Dad.
He would be missing me. He would be mourning me! I was dead. He’d lost his daughter. Why hadn’t I thought of this earlier? I. Was. Dead!
My friends, my family, everyone would think I was dead. Well, I was dead but…
“Why have you stopped?” Ethan was a few paces ahead of me, his arms crossed, looking at me with complete and utter annoyance. As if I was a fly that kept buzzing around his head that he couldn’t kill.
I supposed thatwaswhat I was like.
“My family will be mourning me right now,” I muttered. “Everyone will be.”
“You weren’t that popular,” he scoffed. “And no, they won’t be.”
“I’m dead; people mourn the dead.” I was slightly taken back by his reference to my lack of popularity.
“They did mourn you when you died, which…” he looked down at a thick-banded watch, “was about two years ago, give or take a few days.”
“You mean two hours ago.” I hadn’t been dead for that long. Did I look stupid?
“You have been. Now stop thinking. You are wasting time, which isn’t yours to waste.” He turned his back to me.
This turning the back thing was becoming a habit of his.
“I’m allowed to think,” I told him.
“No, you’re not.”
“You can’t tell me what to do.”
“I can and I am.” He shook his head. “Stop talking.”
“Stop talking, stop thinking!” My voice rose to a higher pitch. “Do as I say, do not mock me. Keep up with me… blah blah blah blah.”
“I curse the day I met you,” he muttered under his breath and took bigger strides.

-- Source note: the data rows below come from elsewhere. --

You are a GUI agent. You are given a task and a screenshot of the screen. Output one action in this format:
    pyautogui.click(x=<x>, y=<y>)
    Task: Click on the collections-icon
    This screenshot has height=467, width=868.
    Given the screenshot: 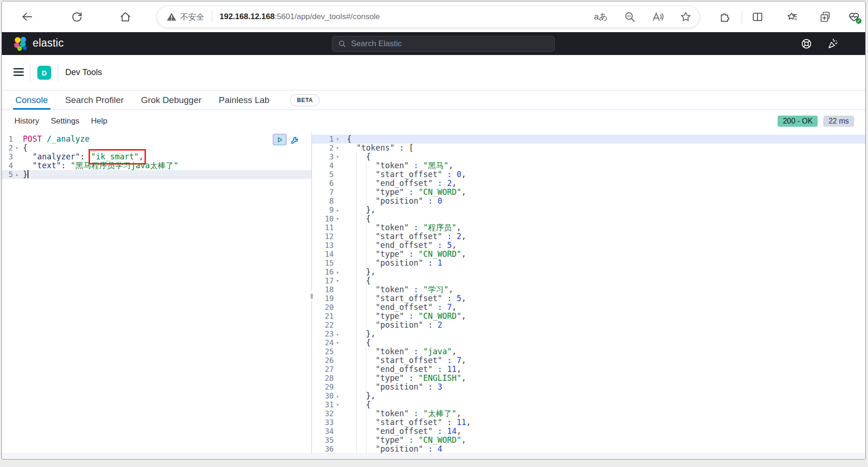 What is the action you would take?
    pyautogui.click(x=825, y=17)
    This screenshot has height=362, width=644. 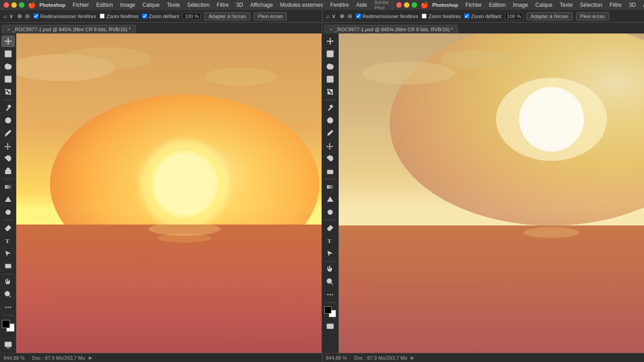 I want to click on text-tool: T, so click(x=8, y=241).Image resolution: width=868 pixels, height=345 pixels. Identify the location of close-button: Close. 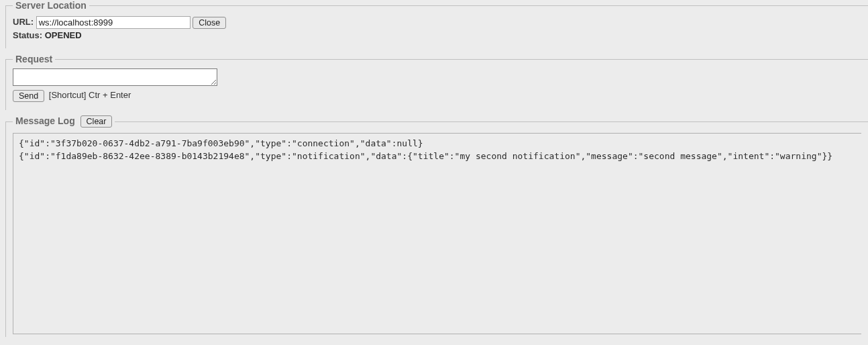
(209, 23).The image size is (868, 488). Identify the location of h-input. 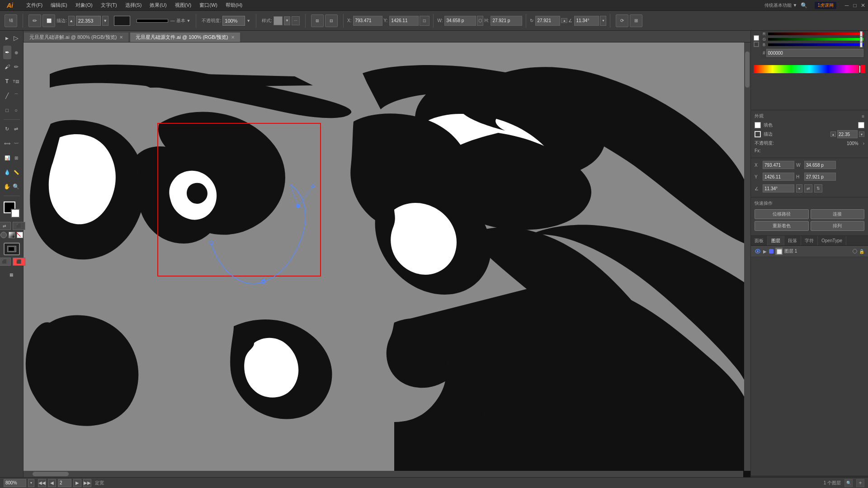
(506, 21).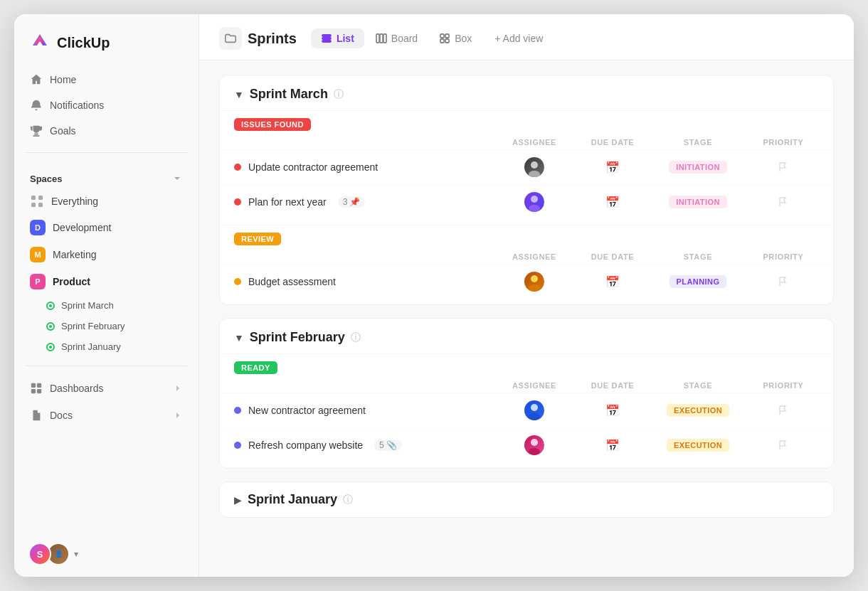 The image size is (868, 591). Describe the element at coordinates (77, 388) in the screenshot. I see `dashboards-label: Dashboards` at that location.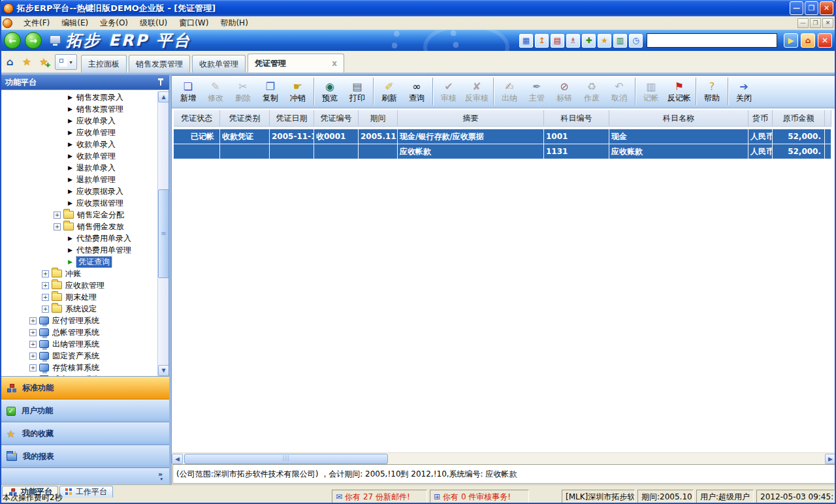 This screenshot has height=504, width=836. What do you see at coordinates (159, 64) in the screenshot?
I see `tab-销售发票管理: 销售发票管理` at bounding box center [159, 64].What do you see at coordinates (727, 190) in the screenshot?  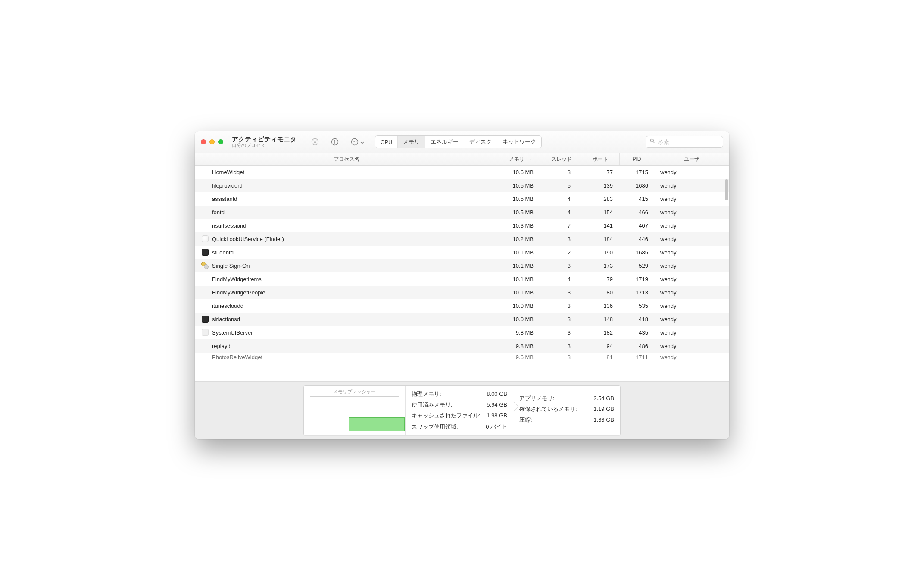 I see `vertical-scrollbar-thumb` at bounding box center [727, 190].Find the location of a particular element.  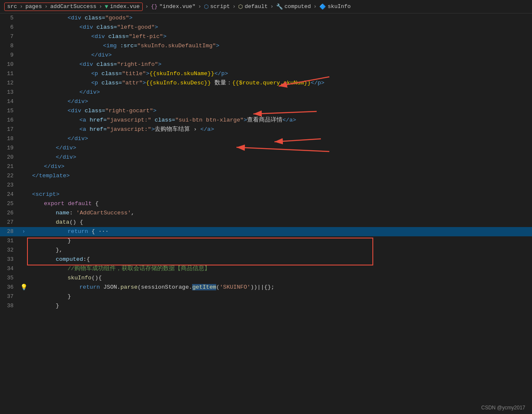

code-line-18: 18 </div> is located at coordinates (266, 139).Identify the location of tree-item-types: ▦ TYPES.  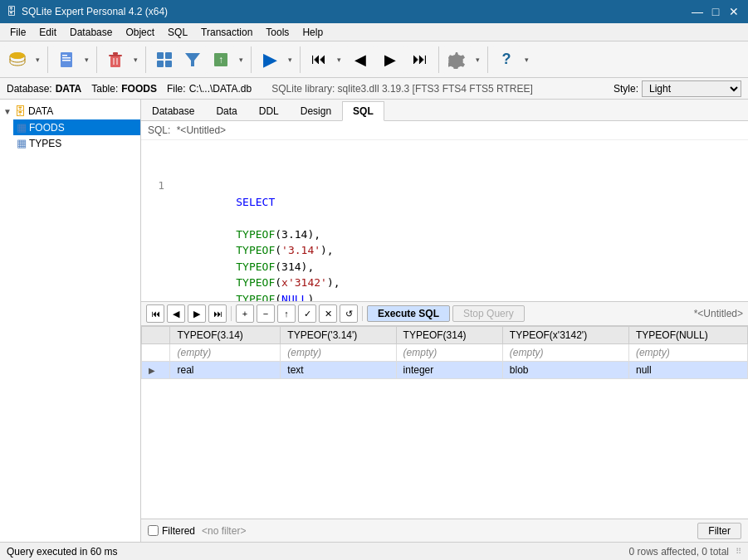
(76, 143).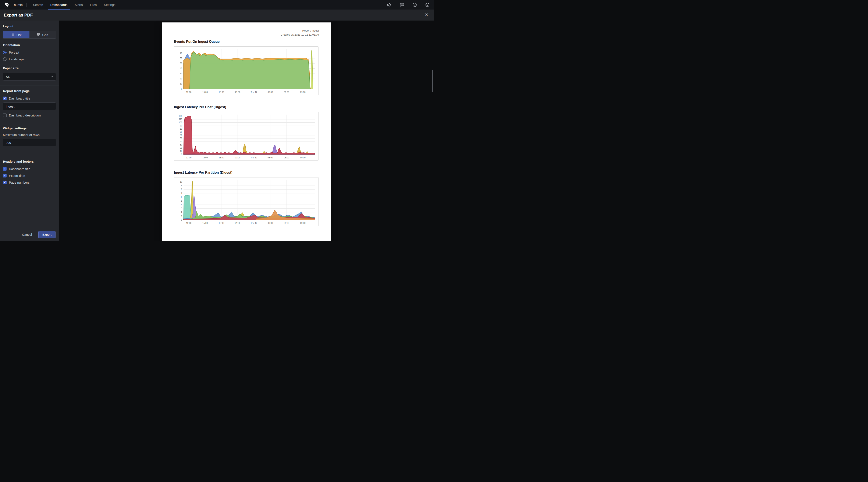 Image resolution: width=868 pixels, height=482 pixels. I want to click on account-button, so click(427, 5).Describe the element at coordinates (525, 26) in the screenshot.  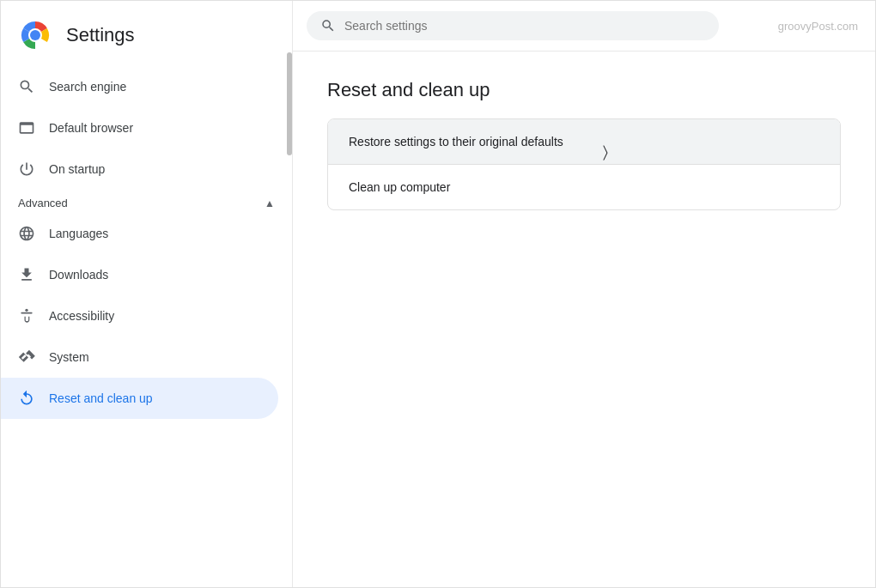
I see `search-input` at that location.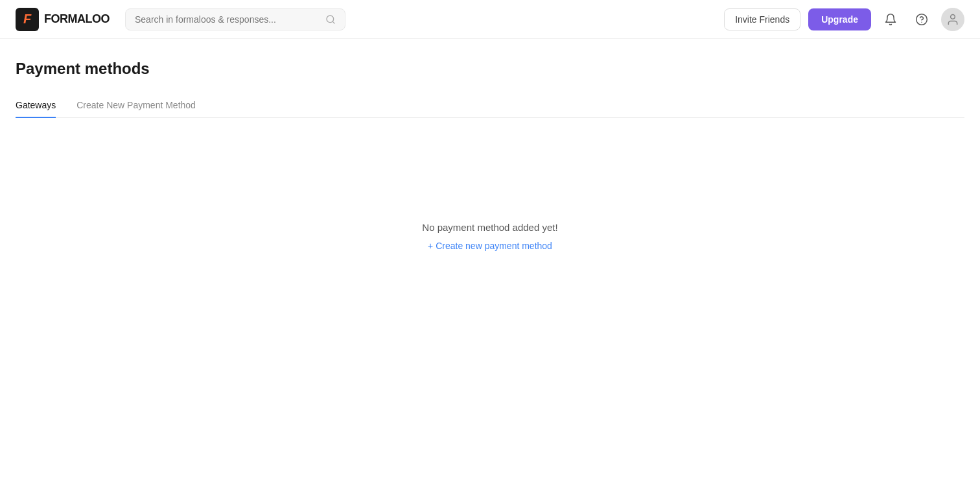 The width and height of the screenshot is (980, 480). What do you see at coordinates (235, 19) in the screenshot?
I see `search-bar` at bounding box center [235, 19].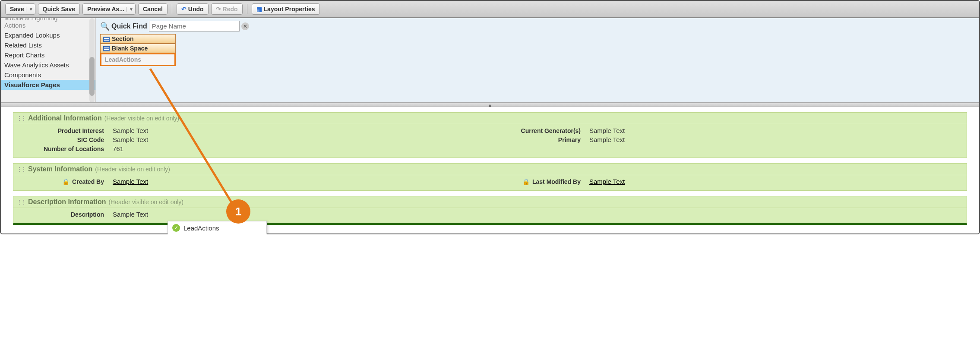 The width and height of the screenshot is (980, 347). What do you see at coordinates (130, 26) in the screenshot?
I see `quickfind-label: Quick Find` at bounding box center [130, 26].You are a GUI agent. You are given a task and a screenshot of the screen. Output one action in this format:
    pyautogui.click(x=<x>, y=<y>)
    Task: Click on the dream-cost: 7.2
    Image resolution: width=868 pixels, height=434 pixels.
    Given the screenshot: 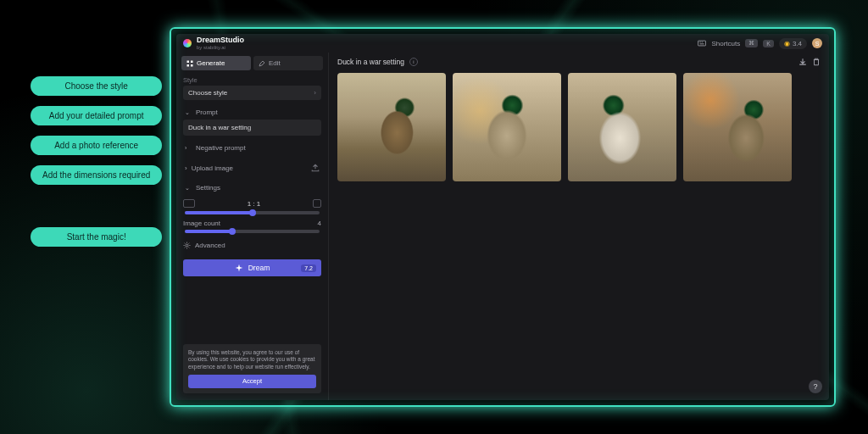 What is the action you would take?
    pyautogui.click(x=309, y=268)
    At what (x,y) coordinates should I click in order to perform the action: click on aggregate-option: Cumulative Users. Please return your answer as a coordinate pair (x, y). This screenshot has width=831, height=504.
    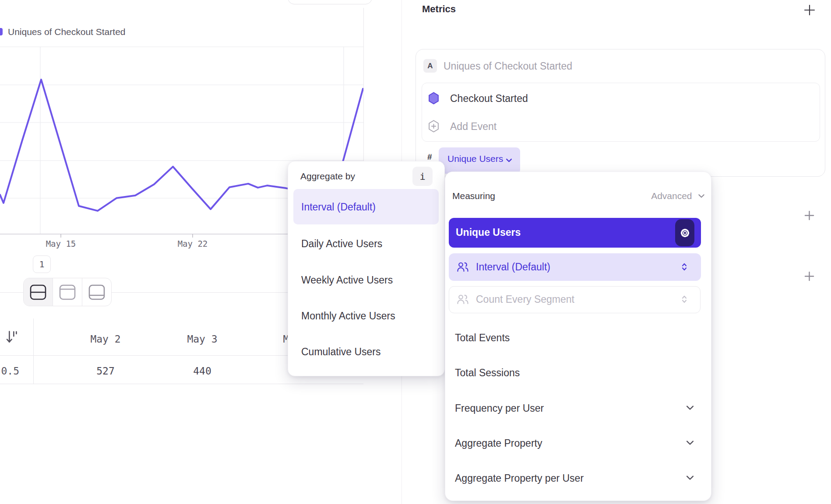
    Looking at the image, I should click on (341, 352).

“Which was today,” I pointed out. “Or, according to your clock, could have been last year.”
“Whatever you say,” he said over his shoulder. “I’m not talking to you.”
“Why do people always say that?”
He made a grunting noise, as if he knew the reason. Rolling my eyes, I moved my legs faster, trying hard to keep up with his pace. Was he serious about me being dead for two years? Or was it some sort of joke? I glanced at him out of the corner of my eye; he didn’t look like the type who would lie.
But then again, he didn’t look like Satan’s son. He looked more like the son of a god, with those devilish good looks.
“Stop looking at me,” he snapped.
“Thought you weren’t talking to me?”
He huffed and then pushed the corridor door open with such force that it made a dent in the wall behind it.
“Someone has a temper,” I muttered as we entered a large empty room.
The room was entirely empty other than a large painting of the world that covered the wall in front of me.
“That’s massive,” I said in awe. “I have never seen it painted that big before.”
Ethan didn’t answer. Instead, he strolled toward it. I quickly ran up behind him and accidently encountered his back when he stopped suddenly.